Analysis: Why are gays excluded from some clinical trials?
Gay men and lesbians are routinely excluded from clinical trials for new treatments for sexual dysfunction, according to US research published last week. The question is whether this is a case of discrimination or just questionable experimental design.
Dr Brian Egleston and colleagues from the Fox Chase Cancer Centre, Philadelphia, wrote in the New England Journal of Medicine that 15 per cent of all US trials of drugs and treatments for sexual problems specifically excluded gays and lesbians from participating. Most of the trials in question looked into treatment of erectile dysfunction.
Clinical trials come in several flavours depending on how they are conducted and how much is already known about the treatment being studied.
Phase I and II trials are when a few people are given the treatment to see if it works and is safe. Phase III trials are when thousands of patients are recruited to study the treatment in more detail.
Dr Egleston’s work showed that 73 per cent of phase III trials listed on the US National Institute of Health’s clinical trials database explicitly insisted upon patients being heterosexual and, usually, in a stable relationship. Phase I, II and other types of trial were affected to a lesser extent. This exclusion is mainly confined to trials concerned with sexual function.
It is important to realise that this does not represent gay people being denied access to standard healthcare. It is troubling however that a straight patient who has had no luck with existing treatments can be invited by his doctor to participate in a trial where a gay patient won’t have the same opportunity, and won’t even be aware his sexuality is a barrier.
The US National Institute of Health, which monitors clinical trials in the USA, has guidelines which specifically state that people must not be excluded on grounds of sex or race unless this is appropriate to the research. Currently there are no rules about sexuality but this is currently under consideration. Essentially exclusion criteria exist to ensure that trials are safe and ask the right questions. So it would be fine to exclude vulnerable groups where there is a question of drug safety. Likewise for trials of erectile dysfunction treatment, obviously only men are included. Rules about exclusion criteria in the UK are less clear but they are likely to be reviewed on a case-by-case basis by local ethics committees.
So in a situation where hundreds or thousands of gay men with sexual problems are missing out on the opportunity to try new therapies one would assume there is a valid medical or safety reason why.
I contacted Professor Gerald Brock from the University of Western Ontario, currently the lead investigator in a trial of Viagra in men with diabetes to ask why his trial explicitly excluded gay men. He explained that in the case of this trial, the end points used were questionnaires. These questionnaires ask specific questions about sex with a female partner and are only “validated for vaginal intercourse”.
This would seem like a sensible reason if not for the fact that a great many trials take place which do not use straight-men-only methods. I put this suggestion to Dr Egleston who told me about a measure of sexual function for men that was used in research in his unit that can be used in heterosexual men, gay men and even single men.
The more troubling issue then is why some doctors and scientists choose research techniques which make it impossible to include gay and lesbian participants in their trials when clearly there is a precedent for more inclusive methodology.
In an interview last week, Dr Egleston said there was “no indication that people running the trials intended to discriminate against gays or lesbians”. But he suggested that it was more likely that people were using the less inclusive methods out of convention, referring to it as a “copy and paste issue”. Indeed, Professor Brock agreed that convention was part of the reason he used such methods but he also believed it produced the highest quality evidence.
In the west there are still areas where inequality exists between gay and straight people but it is generally taken for granted that healthcare isn’t one of them. While drugs, once tested and licensed, are generally made available on prescription to anyone who needs them, there is still real disparity where gays are denied the opportunity to participate in clinical trials. If this occurs as a consequence of using old-fashioned methods in the name of convention then researchers must take care in the future before questions are asked about what would look like discrimination to some.
For more from Daniel James, see here for his blog.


*TASK REQUIREMENTS:* Nothing in the records may be altered; repeat them exactly.
▼
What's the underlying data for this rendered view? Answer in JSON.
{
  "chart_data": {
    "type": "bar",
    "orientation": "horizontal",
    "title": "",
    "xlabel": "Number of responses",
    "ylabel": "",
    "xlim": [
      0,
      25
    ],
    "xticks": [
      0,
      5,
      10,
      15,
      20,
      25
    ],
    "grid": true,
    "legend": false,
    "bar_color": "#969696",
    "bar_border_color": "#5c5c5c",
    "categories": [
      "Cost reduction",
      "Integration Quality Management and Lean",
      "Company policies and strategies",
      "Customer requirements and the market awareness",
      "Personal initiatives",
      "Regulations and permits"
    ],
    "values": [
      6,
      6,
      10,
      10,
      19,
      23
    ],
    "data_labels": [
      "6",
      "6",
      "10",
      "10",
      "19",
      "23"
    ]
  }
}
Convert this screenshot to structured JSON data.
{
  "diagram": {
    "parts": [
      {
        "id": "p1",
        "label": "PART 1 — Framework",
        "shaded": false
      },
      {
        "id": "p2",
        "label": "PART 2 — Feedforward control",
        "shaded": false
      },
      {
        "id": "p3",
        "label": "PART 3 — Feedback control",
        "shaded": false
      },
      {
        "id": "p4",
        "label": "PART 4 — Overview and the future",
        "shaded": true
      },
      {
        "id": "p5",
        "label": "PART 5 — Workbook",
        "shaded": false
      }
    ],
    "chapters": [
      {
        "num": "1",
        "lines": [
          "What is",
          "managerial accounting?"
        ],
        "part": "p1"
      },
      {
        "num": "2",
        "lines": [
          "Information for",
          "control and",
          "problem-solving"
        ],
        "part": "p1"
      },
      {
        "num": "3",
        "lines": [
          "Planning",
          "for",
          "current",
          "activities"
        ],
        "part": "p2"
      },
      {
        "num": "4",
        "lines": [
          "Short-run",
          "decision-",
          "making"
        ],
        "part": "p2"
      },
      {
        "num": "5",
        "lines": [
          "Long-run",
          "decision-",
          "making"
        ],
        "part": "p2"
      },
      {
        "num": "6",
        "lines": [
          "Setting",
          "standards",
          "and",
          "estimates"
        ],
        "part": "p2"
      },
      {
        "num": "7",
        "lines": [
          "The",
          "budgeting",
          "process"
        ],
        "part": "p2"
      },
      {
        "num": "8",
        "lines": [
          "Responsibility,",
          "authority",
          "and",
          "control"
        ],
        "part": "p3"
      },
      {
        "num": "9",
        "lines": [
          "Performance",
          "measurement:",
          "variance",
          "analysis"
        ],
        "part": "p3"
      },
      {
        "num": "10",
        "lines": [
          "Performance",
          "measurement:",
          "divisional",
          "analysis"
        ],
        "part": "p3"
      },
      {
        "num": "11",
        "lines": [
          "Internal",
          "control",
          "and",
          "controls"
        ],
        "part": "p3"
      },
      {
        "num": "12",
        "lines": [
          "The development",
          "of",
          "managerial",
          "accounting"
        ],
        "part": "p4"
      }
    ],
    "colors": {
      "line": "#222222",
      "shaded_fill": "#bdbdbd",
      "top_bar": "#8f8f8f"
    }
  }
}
▲
*THE COMPLETED TASK:*
What's the underlying data for this rendered view? Answer in JSON.
{
  "chart_data": {
    "type": "bar",
    "orientation": "horizontal",
    "title": "",
    "xlabel": "Number of responses",
    "ylabel": "",
    "xlim": [
      0,
      25
    ],
    "xticks": [
      0,
      5,
      10,
      15,
      20,
      25
    ],
    "grid": true,
    "legend": false,
    "bar_color": "#969696",
    "bar_border_color": "#5c5c5c",
    "categories": [
      "Cost reduction",
      "Integration Quality Management and Lean",
      "Company policies and strategies",
      "Customer requirements and the market awareness",
      "Personal initiatives",
      "Regulations and permits"
    ],
    "values": [
      6,
      6,
      10,
      10,
      19,
      23
    ],
    "data_labels": [
      "6",
      "6",
      "10",
      "10",
      "19",
      "23"
    ]
  }
}
Convert this screenshot to structured JSON data.
{
  "diagram": {
    "parts": [
      {
        "id": "p1",
        "label": "PART 1 — Framework",
        "shaded": false
      },
      {
        "id": "p2",
        "label": "PART 2 — Feedforward control",
        "shaded": false
      },
      {
        "id": "p3",
        "label": "PART 3 — Feedback control",
        "shaded": false
      },
      {
        "id": "p4",
        "label": "PART 4 — Overview and the future",
        "shaded": true
      },
      {
        "id": "p5",
        "label": "PART 5 — Workbook",
        "shaded": false
      }
    ],
    "chapters": [
      {
        "num": "1",
        "lines": [
          "What is",
          "managerial accounting?"
        ],
        "part": "p1"
      },
      {
        "num": "2",
        "lines": [
          "Information for",
          "control and",
          "problem-solving"
        ],
        "part": "p1"
      },
      {
        "num": "3",
        "lines": [
          "Planning",
          "for",
          "current",
          "activities"
        ],
        "part": "p2"
      },
      {
        "num": "4",
        "lines": [
          "Short-run",
          "decision-",
          "making"
        ],
        "part": "p2"
      },
      {
        "num": "5",
        "lines": [
          "Long-run",
          "decision-",
          "making"
        ],
        "part": "p2"
      },
      {
        "num": "6",
        "lines": [
          "Setting",
          "standards",
          "and",
          "estimates"
        ],
        "part": "p2"
      },
      {
        "num": "7",
        "lines": [
          "The",
          "budgeting",
          "process"
        ],
        "part": "p2"
      },
      {
        "num": "8",
        "lines": [
          "Responsibility,",
          "authority",
          "and",
          "control"
        ],
        "part": "p3"
      },
      {
        "num": "9",
        "lines": [
          "Performance",
          "measurement:",
          "variance",
          "analysis"
        ],
        "part": "p3"
      },
      {
        "num": "10",
        "lines": [
          "Performance",
          "measurement:",
          "divisional",
          "analysis"
        ],
        "part": "p3"
      },
      {
        "num": "11",
        "lines": [
          "Internal",
          "control",
          "and",
          "controls"
        ],
        "part": "p3"
      },
      {
        "num": "12",
        "lines": [
          "The development",
          "of",
          "managerial",
          "accounting"
        ],
        "part": "p4"
      }
    ],
    "colors": {
      "line": "#222222",
      "shaded_fill": "#bdbdbd",
      "top_bar": "#8f8f8f"
    }
  }
}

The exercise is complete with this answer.